To start off, this book was very readable. A weird bit of praise for a book that is mean to be, you know, read, but it’s something that more than enough books still fail at anyways. The writing was perhaps simple, but it moved at a quick pace and I found myself blowing through the story in only a day or two. The story of two soldiers forced into battle and working against a tyrannical system and ruler is compelling and the action is tense. The story also doesn’t shy away from the brutality of the world it has built. I originally started questioning whether the book was actually going to demonstrate how bad things were (our hero and heroine escape horrible situations a few times too many to be entirely plausible), but the author really goes there about half way through with a pretty dark scene. It’s a weird thing to say, but I think this book might have benefited from leaning even more into this darker aspect of the story.

Like I alluded to earlier, Pran and Oksana, as interesting as they are as characters, did seem to have pretty obvious plot armor throughout the story. All main characters have this to some extent, but it depends on an author’s ability how well this fact can be masked. Here, it was less so. But simply as characters, Pran and Oksana do well enough. We see how the way they were forced into service has impacted all of their decisions going forward, for better and for worse. Their various relationships with the idea of family and the homes that they left behind drive them each to imagine a better life but direct them down very different paths to accomplish it.

I also liked the fact that the romance is already established at the beginning of the book. Yes, drama is added to give an arc to this relationship, but a story built around the challenges found in a previously strong romance is definitely unique among so many others that focus only on the beginnings.
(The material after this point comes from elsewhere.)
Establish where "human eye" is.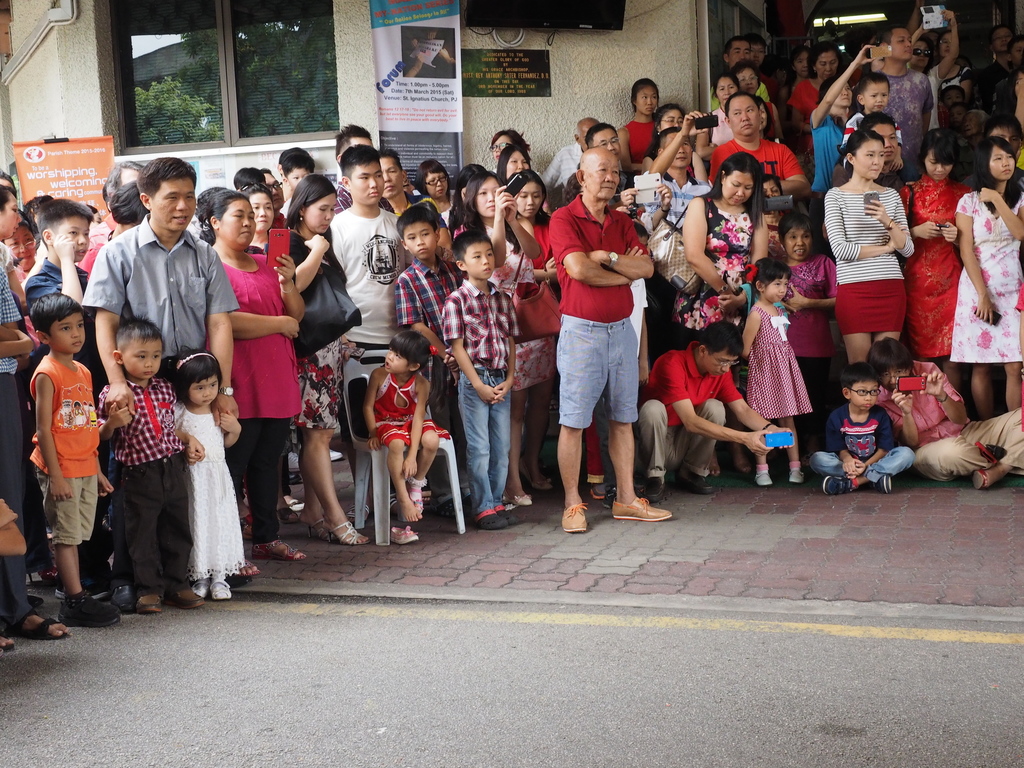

I could have used a bit more fleshing out, here, however. The story refers back to a few scenes that build up how these two came together, but perhaps a extending these into actual flashbacks might have helped make the romance feel more fully fleshed out as a whole.

My main criticism of the story is a bit hard to put my finger on. I think what it comes down to was that everything was a bit too simply described. There are the broad strokes of a world. The broad strokes of a magic system. The broad strokes of characters and their motivations. But I never felt like I was getting any details. I couldn’t describe the fort in which they lived. I couldn’t tell you what any characters looked like other than Pran and Oksana (and even there all I really knew for sure was that Oksana had red hair and what we see on the cover). I didn’t have a good sense of scope of the nations they each came from. It felt a bit like the author was writing a “just the fun bits” type of novel. I have read and liked a good number of fan fiction pieces, so I don’t say this as a heavy ding, but it kind of felt like those stories can: a bit simplistic with an over emphasis on the main characters’ inner thoughts and feelings at the detriment of fleshing out the world and story itself.
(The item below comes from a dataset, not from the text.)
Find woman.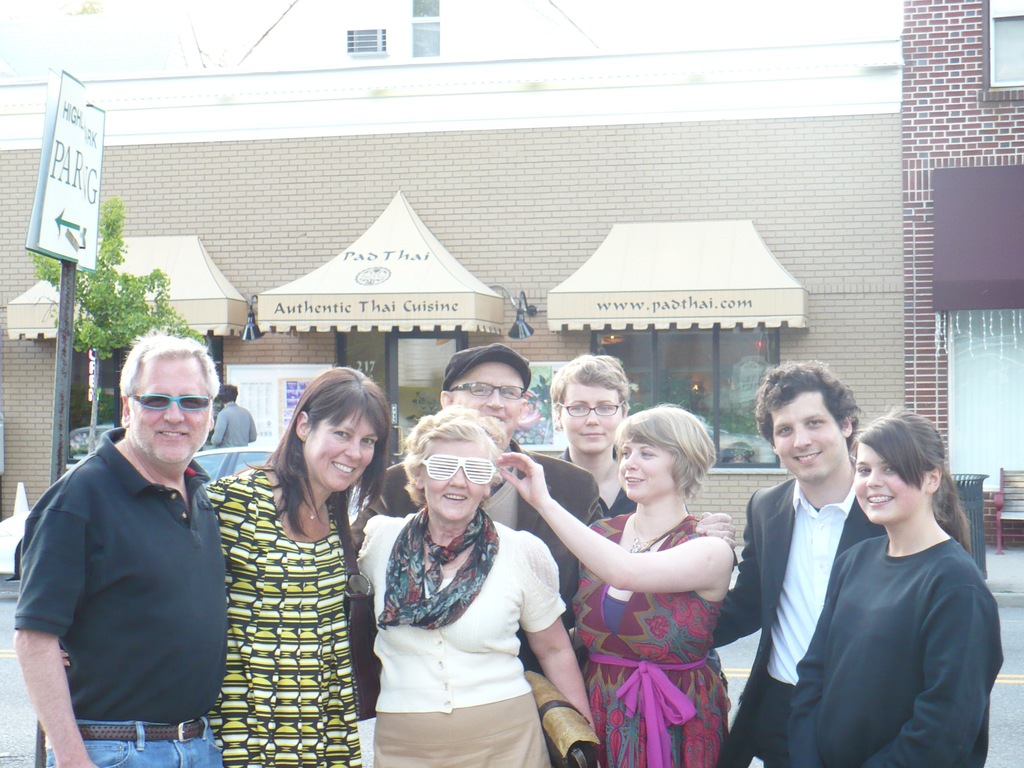
353 401 596 767.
But like I said, this was a fun, fast read, if not fully realized. Fans of romantic fantasy who don’t require much deep world-building or intricacy to their magic systems will likely enjoy this book. Also, fans of the show “The 100″…the cover art looks bizarrely like Bellamy and Clarke, I think. A ship that I followed until it crashed and burned, so this was a bit like fan fiction in that sense too: wish fulfillment.

Right?! You see it too!

Rating 7: A sweet romance if a bit unsupported in other aspects of the story.

Reader’s Advisory:

“We are the Fire” is on these Goodreads lists: Monsters and Magic Society and YA Fantasy Standalone Books.

Find “We are the Fire” at your library using WorldCat!